05-27-2003 05:53 AM - edited 03-09-2019 03:25 AM
I was always wondering why most of the firewall products do not support load balancing (atleast to my knowledge) whereas many have hot standby solutions.
Is there any technical limitation in doing this (One reason I can think of is difficulties in handling features like TCP Intercept & PAT). Are there any other reasons behind it?
Is anyone aware of any product supporting load balancing rather than just a hotstandby solution?
05-27-2003 06:22 AM
For the existing PIX Stateful Packet Inspection, it requires that all packets pass through the same PIX to build up the stateful information. If packet pass through multiple PIXes in parallel, no one PIX may build up stateful information and without proper stateful information packet will be dropped for security concern.
In order to make PIX to support Stateful Packet Inspection for network load balancing and failover, the stateful information need be synchronized among all participated PIX firewalls.
I'll check if we are offering anything on this yet or it should be on the roadmap.
Thanks,
yatin
05-27-2003 06:46 AM
Hi:
1. To achieve load-balancing of Firewalls, you need to sandwich them between two layers of Load-balancers. Please review the article in the link provided below:
http://www.f5.com/solutions/tech/security/firewall45.html
You can easily replace the F5s with any Cisco or non-Cisco load-balancers. The load-balancers are the 'bread's and the firewall is the 'patty' in the middle.
2. The point to be noted here is that : why will you want to load-balance?
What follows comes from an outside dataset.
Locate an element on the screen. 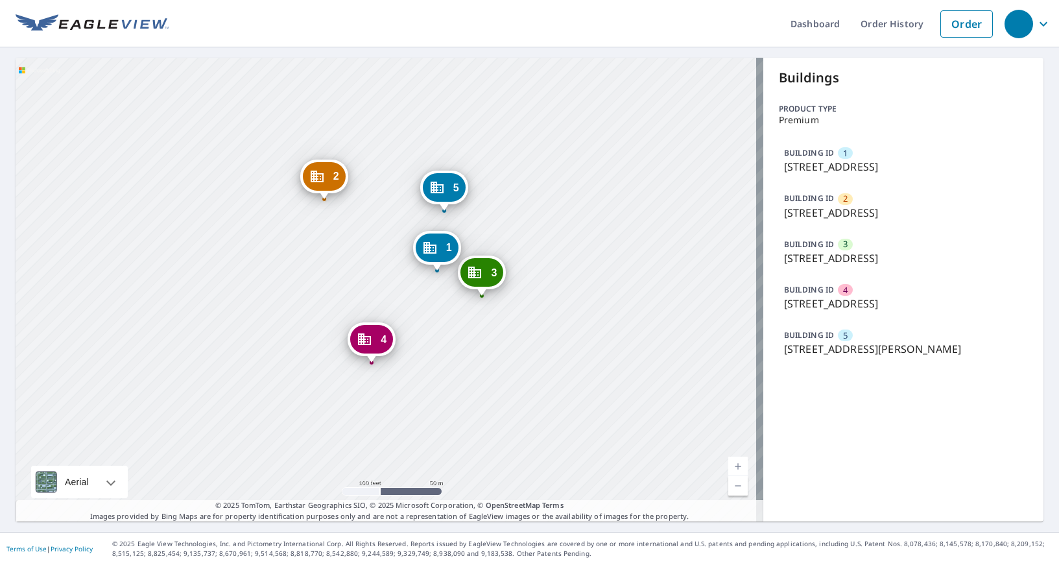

Back in those days, you might have needed to, because of the limiting processing capablilities of the (PIX) firewalls. But with such powerful boxes (the 535s) available, you may not have a need to! - unless you are talking about OC48+ range.
Please remember in the only-redundant solution, the 'Failover' PIX costs only a faction of the 'Unrestricted' license.
Hope this helps.
Best regards / Sampath.
05-27-2003 07:11 PM
Firewalls are designed with security in mind. Even they do only very little routing functionalities. Even for security purpose, they have to do a lot of processing, like look into each and every packet before allowing it to pass through it. They do not have knowledge about the network topology like routers running routing protocols and therefore may not be a good choice for load balancing.
As someone replied, maintaining the states between the devices and keeping them synchronized will be an additional burden for the firewalls.
Therefore it is always better to leave the firewall to do its job of security stuff and use other devices like routers (running BGP ) for load balancing.